NY lawmaker introduces bill to define consent
A New York state lawmaker on Tuesday introduced new legislation that seeks to put into law for the first time an official definition of consent to provide clarity in cases of sexual assault and misconduct.
New York Assembly Member Rebecca Seawright (D) announced the bill in a press release, writing that the measure would “replace the current practice at criminal trials of leaving juries to deliberate over the meaning of consent without any guidance from the statute.”
If passed, the bill would officially define consent in New York as “freely given, knowledgeable and informed agreement … obtained without the use of malice such as forcible compulsion, duress, coercion deception, fraud, concealment, or artifice.”
Seawright, who introduced the bill on Sexual Assault Awareness Month’s National Day of Action, said in the statement that the U.S. Bureau of Justice Statistics reports that a sex crime is committed every 73 seconds.
“We must stop this rising trend by clearly defining consent, thereby empowering our police and prosecutors to take action,” she added.
Joyce Short, the founder and executive director of Consent Awareness Network and author of “Your Consent: The Key to Conquering Sexual Assault,” helped craft the bill’s language, and said Tuesday that by providing a set definition for consent, “our laws will consistently hold sexual predators accountable and conquer sexual assault as well as laying down the law in other crimes.”
Short told ABC News that similar language on consent was included in a draft bill in Pennsylvania, and has also been proposed by a New Jersey state senator.

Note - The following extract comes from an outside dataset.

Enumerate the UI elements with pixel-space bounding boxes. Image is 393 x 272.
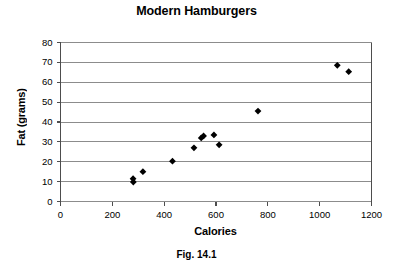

The New York legislation has also received the support of two women who testified against disgraced Hollywood film magnate Harvey Weinstein over charges of rape and criminal sexual assault.
Tarale Wulff, a New York actor and model, said in a statement that Weinstein had repeatedly “claimed to be confused, and that he thought most men are confused” about the “true definition of consent.”
“There’s a generation of woke individuals who won’t be silenced,” Wulff added. “By clearly defining consent, there will be no confusion.”
Creative director and model Dawn Dunning, who also testified against Weinstein, said “consent is consent in all things, not only sex.”
“Applying consent in the general law makes it clear that the same ‘consent’ that protects your property also protects your body,” Dunning explained.
Weinstein’s lawyers on Monday filed a motion to appeal his 2020 sexual assault conviction, arguing that a judge should have dismissed a juror who revealed that she had written a book that touched on themes of “sexual predation of older men.”
The 69-year-old is currently serving a 23-year sentence for rape and sexual assault charges and is set to eventually be extradited to California to face additional charges there.